SEC Cautions Advisors Over Marketing Rules Compliance
The Securities and Exchange Commission (SEC) on Tuesday issued a risk alert advising registered investment advisors (RIAs) on marketing rule compliance.
“In sharing these staff observations, the Division encourages advisers to reflect upon their own practices, policies, and procedures and to implement any appropriate modifications to their training, supervisory, oversight, and compliance programs,” the SEC wrote in the alert.
The SEC announced that advisor testimonials and endorsements in advertisements are prohibited unless the advisors satisfy “certain disclosure and oversight conditions,” noting that SEC exam staff had observed advisors using testimonials and endorsements that “did not appear to comply with all of some of the requirements for both compensated and uncompensated testimonials and endorsements.”

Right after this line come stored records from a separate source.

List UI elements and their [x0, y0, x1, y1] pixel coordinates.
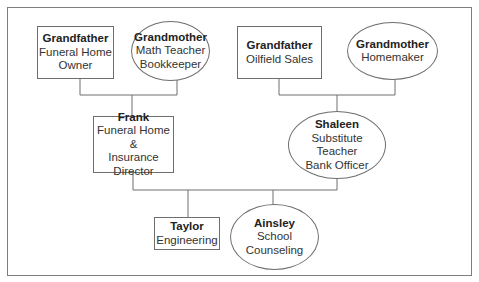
node-name: Grandmother: [134, 31, 207, 45]
node-role: Owner: [59, 59, 93, 73]
node-role: Funeral Home: [39, 46, 112, 60]
node-role: School: [257, 230, 292, 244]
node-role: Homemaker: [361, 51, 424, 65]
node-role: Math Teacher: [136, 44, 205, 58]
node-maternal-grandfather: Grandfather Oilfield Sales: [237, 26, 322, 79]
node-mother-shaleen: Shaleen Substitute Teacher Bank Officer: [288, 111, 386, 179]
connector-paternal-grandparents: [80, 78, 177, 95]
node-role: Oilfield Sales: [246, 53, 313, 67]
node-role: Engineering: [156, 234, 217, 248]
node-name: Grandfather: [43, 32, 109, 46]
node-maternal-grandmother: Grandmother Homemaker: [347, 22, 438, 80]
node-name: Shaleen: [315, 118, 359, 132]
node-name: Grandfather: [247, 39, 313, 53]
node-name: Grandmother: [356, 38, 429, 52]
node-name: Taylor: [170, 220, 204, 234]
node-son-taylor: Taylor Engineering: [154, 217, 220, 250]
connector-maternal-grandparents: [279, 78, 395, 95]
node-role: Substitute: [311, 132, 362, 146]
connector-parents: [133, 172, 337, 190]
node-daughter-ainsley: Ainsley School Counseling: [230, 204, 319, 270]
node-father-frank: Frank Funeral Home & Insurance Director: [93, 116, 174, 173]
node-name: Frank: [118, 111, 149, 125]
node-role: Insurance: [108, 151, 159, 165]
node-paternal-grandfather: Grandfather Funeral Home Owner: [37, 26, 114, 79]
node-role: Bank Officer: [305, 159, 368, 173]
node-name: Ainsley: [254, 217, 295, 231]
node-role: Counseling: [246, 244, 304, 258]
node-role: Bookkeeper: [140, 58, 201, 72]
node-role: Funeral Home &: [94, 124, 173, 151]
node-role: Teacher: [317, 145, 358, 159]
node-role: Director: [113, 165, 153, 179]
node-paternal-grandmother: Grandmother Math Teacher Bookkeeper: [131, 21, 210, 81]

Endorsements or testimonials that were found to be non-compliant did not include the proper disclosures at the time of distribution. “Such testimonials or endorsements were often presented on advisers’ websites, including websites using alternative business names of their supervised persons [‘d/b/a’ websites],” the SEC stated.
At other points, advisors did not include disclosures that verify whether the promoter, or the person providing the testimonial or endorsement, “was a current client or investor in a private fund advised by the investment adviser, and, if applicable, whether the promoter was paid cash or non-cash compensation and/or had a material conflict of interest.”
The federal agency said it also saw advisers using lead-generation firms, social media influencers, and adviser referral networks to provide “refer-a-friend” programs to current clients for “de minimis,” or minimal, compensation.
The SEC exam staff also provided context on third-party ratings in advertisements, which is states are prohibited unless “an adviser has a reasonable basis for believing that any questionnaire or survey used in the preparation of the third-party ratings meet certain criteria and discloses certain information related to the ratings.”
The staff said it saw advisors utilizing these ratings without complying with all or some of the requirements needed. These ratings were often used on advisors’ websites (including d/b/a websites), social media accounts, marketing brochures or pitchbooks, press releases, newsletters, and blogs, among others.
“While the staff observed that many advisers utilizing third-party ratings in advertisements updated their compliance policies and procedures to address this practice, others had not,” the SEC wrote. “Some of the advisers that did not update their policies, as well as advisers that had updated their policies and procedures but did not implement them, disseminated advertisements that did not appear to comply with the Marketing Rule.”
Amanda Umpierrez is the Managing Editor of 401(k) Specialist magazine. She is a financial services reporter with nearly a decade of experience and a passion for telling stories and reporting news. She is originally from Queens, New York, but now resides in Denver, Colorado.